For a while, it seemed like Robin Thicke’s summer hit ‘Blurred Lines’ was following me. It was everywhere. Whether I was sat in the car with the radio on, buying a drink in a nightclub, eating in a café, I was treated constantly to the not-so-romantic ‘I know you want it’ refrain we all know and love! Thicke’s song isn’t really an exception; that kind of misogyny seems to be everywhere in pop music. A girl can get a little tired of hearing she’s a ‘bad bitch’ who should be having her ‘ass’ torn in two. Clearly, Lily Allen was thinking along those exact lines. As soon as I heard her brand new single ‘Hard Out Here’, I stopped tuning out the radio and started paying attention. This wasn’t the misogynist drivel and bad raps that I was used to ignoring. Could it be? Could this finally be the response of a woman intelligently and candidly bringing modern day sexism right out into the open and onto the airwaves?
I’ve always liked Lily for her I-don’t-give-a-fuck attitude and her honesty. In 2009’s ‘The Fear’, Lily cleverly dismissed the trappings of fame and the vacuous gossip that pervades celebrity culture. While ‘Hard Out Here’ is a far cry from her recently released delicate cover of Keane’s ‘Somewhere Only We Know’, Lily has never been one to shy away from a bit of social critique. ‘Hard Out Here’ shows us the Lily we all know and love, satirising the objectification of women in pop music.
The video shows Lily undergoing lipo-suction while surgeons and a random American guy all talk about how much she’s let herself go. Her mutter of ‘I’ve had two babies…’ goes unheard and unacknowledged. ‘You should probably lose some weight, ‘cause we can’t see your bones’ Lily suggests later on as she polishes a car spokes wheel in a golden kitchen. It’s a horribly stifling 1950s image made insidiously modern and relevant. Put this all together and her message is clear; we’re clearly not ‘out of the woods’ while women aren’t listened to and constantly made to be passive. Women are often not seen as human beings in pop videos that allow them to be nothing more than ‘size sixes’ whose merit is based, not on their brain or personality, but their ability to twerk.
‘Have you thought about your butt, who’s gonna tear it in two?’ Lily asks, wonderfully and wittily ridiculing Robin Thicke’s ‘Blurred Lines’. If ‘Blurred Lines’ assumes consent, assuming a woman wants it while she remains silent and passive, Lily pipes up only to say what I’m sure a few of us were thinking – actually, I’d rather not have my ‘ass torn in two’. She provides the response where ‘Blurred Lines’ did not allow for one.
Lily has been criticised for her use of backing dancers all of a similar ethnic background and I’m inclined to agree that the video probably could have done without that. Whatever Lily’s message, the backing dancers are made to look undignified, twerking in slow motion, while Lily stands before them, fully clothed, dignified and very white. But I think Lily’s aim here was clearly satire; her intention I’m sure was to mock the concept of employing black women as backing dancers to make them seem nothing more than an accessory or comic contrast to the slim, white front-woman as stars such as Miley Cyrus have been criticised for doing.
‘It’s hard out here for a bitch’ – the song isn’t only catchy, it’s important that a woman within an industry brimming with sexism and objectification stands up and sings back to it. Her song captures brilliantly the increasing pressure of being a woman as the media demands more and more from us. The video is absurd, Lily’s fringe is a bit mad, but the satirical song is addictive. And if one thing is clear, Lily Allen is back with a vengeance.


[What needs to be done]: Leaving the images out, output each entry below exactly.

(Data provided begins)

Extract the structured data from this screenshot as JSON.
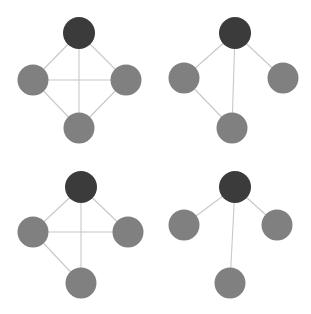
{
  "figure": {
    "title": "",
    "background_color": "#ffffff",
    "width": 311,
    "height": 314,
    "layout": "2x2 grid of node-link graphs"
  },
  "style": {
    "edge_color": "#c8c8c8",
    "edge_width": 1.1,
    "node_radius": 15.5,
    "node_dark_color": "#3b3b3b",
    "node_light_color": "#808080"
  },
  "legend": {
    "dark_node_role": "root",
    "light_node_role": "leaf"
  },
  "chart_data": {
    "type": "diagram",
    "subtype": "node-link graph grid",
    "panels": [
      {
        "id": "panel-top-left",
        "name": "complete-graph",
        "edge_count": 6,
        "nodes": [
          {
            "id": "top",
            "x": 79,
            "y": 33,
            "color": "#3b3b3b",
            "r": 16,
            "role": "root"
          },
          {
            "id": "left",
            "x": 33,
            "y": 80,
            "color": "#808080",
            "r": 15.5,
            "role": "leaf"
          },
          {
            "id": "right",
            "x": 126,
            "y": 80,
            "color": "#808080",
            "r": 15.5,
            "role": "leaf"
          },
          {
            "id": "bottom",
            "x": 79,
            "y": 128,
            "color": "#808080",
            "r": 15.5,
            "role": "leaf"
          }
        ],
        "edges": [
          [
            "top",
            "left"
          ],
          [
            "top",
            "right"
          ],
          [
            "top",
            "bottom"
          ],
          [
            "left",
            "right"
          ],
          [
            "left",
            "bottom"
          ],
          [
            "right",
            "bottom"
          ]
        ]
      },
      {
        "id": "panel-top-right",
        "name": "path-plus-branch-graph",
        "edge_count": 4,
        "nodes": [
          {
            "id": "top",
            "x": 235,
            "y": 33,
            "color": "#3b3b3b",
            "r": 16,
            "role": "root"
          },
          {
            "id": "left",
            "x": 184,
            "y": 78,
            "color": "#808080",
            "r": 15.5,
            "role": "leaf"
          },
          {
            "id": "right",
            "x": 283,
            "y": 78,
            "color": "#808080",
            "r": 15.5,
            "role": "leaf"
          },
          {
            "id": "bottom",
            "x": 232,
            "y": 128,
            "color": "#808080",
            "r": 15.5,
            "role": "leaf"
          }
        ],
        "edges": [
          [
            "top",
            "left"
          ],
          [
            "top",
            "right"
          ],
          [
            "top",
            "bottom"
          ],
          [
            "left",
            "bottom"
          ]
        ]
      },
      {
        "id": "panel-bottom-left",
        "name": "near-complete-graph",
        "edge_count": 5,
        "nodes": [
          {
            "id": "top",
            "x": 81,
            "y": 187,
            "color": "#3b3b3b",
            "r": 16,
            "role": "root"
          },
          {
            "id": "left",
            "x": 33,
            "y": 232,
            "color": "#808080",
            "r": 15.5,
            "role": "leaf"
          },
          {
            "id": "right",
            "x": 128,
            "y": 232,
            "color": "#808080",
            "r": 15.5,
            "role": "leaf"
          },
          {
            "id": "bottom",
            "x": 81,
            "y": 283,
            "color": "#808080",
            "r": 15.5,
            "role": "leaf"
          }
        ],
        "edges": [
          [
            "top",
            "left"
          ],
          [
            "top",
            "right"
          ],
          [
            "top",
            "bottom"
          ],
          [
            "left",
            "right"
          ],
          [
            "left",
            "bottom"
          ]
        ]
      },
      {
        "id": "panel-bottom-right",
        "name": "star-graph",
        "edge_count": 3,
        "nodes": [
          {
            "id": "top",
            "x": 235,
            "y": 187,
            "color": "#3b3b3b",
            "r": 16,
            "role": "root"
          },
          {
            "id": "left",
            "x": 184,
            "y": 225,
            "color": "#808080",
            "r": 15.5,
            "role": "leaf"
          },
          {
            "id": "right",
            "x": 277,
            "y": 225,
            "color": "#808080",
            "r": 15.5,
            "role": "leaf"
          },
          {
            "id": "bottom",
            "x": 230,
            "y": 283,
            "color": "#808080",
            "r": 15.5,
            "role": "leaf"
          }
        ],
        "edges": [
          [
            "top",
            "left"
          ],
          [
            "top",
            "right"
          ],
          [
            "top",
            "bottom"
          ]
        ]
      }
    ]
  }
}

(Data provided ends)

[Written reply]:
Extract the structured data from this screenshot as JSON.
{
  "figure": {
    "title": "",
    "background_color": "#ffffff",
    "width": 311,
    "height": 314,
    "layout": "2x2 grid of node-link graphs"
  },
  "style": {
    "edge_color": "#c8c8c8",
    "edge_width": 1.1,
    "node_radius": 15.5,
    "node_dark_color": "#3b3b3b",
    "node_light_color": "#808080"
  },
  "legend": {
    "dark_node_role": "root",
    "light_node_role": "leaf"
  },
  "chart_data": {
    "type": "diagram",
    "subtype": "node-link graph grid",
    "panels": [
      {
        "id": "panel-top-left",
        "name": "complete-graph",
        "edge_count": 6,
        "nodes": [
          {
            "id": "top",
            "x": 79,
            "y": 33,
            "color": "#3b3b3b",
            "r": 16,
            "role": "root"
          },
          {
            "id": "left",
            "x": 33,
            "y": 80,
            "color": "#808080",
            "r": 15.5,
            "role": "leaf"
          },
          {
            "id": "right",
            "x": 126,
            "y": 80,
            "color": "#808080",
            "r": 15.5,
            "role": "leaf"
          },
          {
            "id": "bottom",
            "x": 79,
            "y": 128,
            "color": "#808080",
            "r": 15.5,
            "role": "leaf"
          }
        ],
        "edges": [
          [
            "top",
            "left"
          ],
          [
            "top",
            "right"
          ],
          [
            "top",
            "bottom"
          ],
          [
            "left",
            "right"
          ],
          [
            "left",
            "bottom"
          ],
          [
            "right",
            "bottom"
          ]
        ]
      },
      {
        "id": "panel-top-right",
        "name": "path-plus-branch-graph",
        "edge_count": 4,
        "nodes": [
          {
            "id": "top",
            "x": 235,
            "y": 33,
            "color": "#3b3b3b",
            "r": 16,
            "role": "root"
          },
          {
            "id": "left",
            "x": 184,
            "y": 78,
            "color": "#808080",
            "r": 15.5,
            "role": "leaf"
          },
          {
            "id": "right",
            "x": 283,
            "y": 78,
            "color": "#808080",
            "r": 15.5,
            "role": "leaf"
          },
          {
            "id": "bottom",
            "x": 232,
            "y": 128,
            "color": "#808080",
            "r": 15.5,
            "role": "leaf"
          }
        ],
        "edges": [
          [
            "top",
            "left"
          ],
          [
            "top",
            "right"
          ],
          [
            "top",
            "bottom"
          ],
          [
            "left",
            "bottom"
          ]
        ]
      },
      {
        "id": "panel-bottom-left",
        "name": "near-complete-graph",
        "edge_count": 5,
        "nodes": [
          {
            "id": "top",
            "x": 81,
            "y": 187,
            "color": "#3b3b3b",
            "r": 16,
            "role": "root"
          },
          {
            "id": "left",
            "x": 33,
            "y": 232,
            "color": "#808080",
            "r": 15.5,
            "role": "leaf"
          },
          {
            "id": "right",
            "x": 128,
            "y": 232,
            "color": "#808080",
            "r": 15.5,
            "role": "leaf"
          },
          {
            "id": "bottom",
            "x": 81,
            "y": 283,
            "color": "#808080",
            "r": 15.5,
            "role": "leaf"
          }
        ],
        "edges": [
          [
            "top",
            "left"
          ],
          [
            "top",
            "right"
          ],
          [
            "top",
            "bottom"
          ],
          [
            "left",
            "right"
          ],
          [
            "left",
            "bottom"
          ]
        ]
      },
      {
        "id": "panel-bottom-right",
        "name": "star-graph",
        "edge_count": 3,
        "nodes": [
          {
            "id": "top",
            "x": 235,
            "y": 187,
            "color": "#3b3b3b",
            "r": 16,
            "role": "root"
          },
          {
            "id": "left",
            "x": 184,
            "y": 225,
            "color": "#808080",
            "r": 15.5,
            "role": "leaf"
          },
          {
            "id": "right",
            "x": 277,
            "y": 225,
            "color": "#808080",
            "r": 15.5,
            "role": "leaf"
          },
          {
            "id": "bottom",
            "x": 230,
            "y": 283,
            "color": "#808080",
            "r": 15.5,
            "role": "leaf"
          }
        ],
        "edges": [
          [
            "top",
            "left"
          ],
          [
            "top",
            "right"
          ],
          [
            "top",
            "bottom"
          ]
        ]
      }
    ]
  }
}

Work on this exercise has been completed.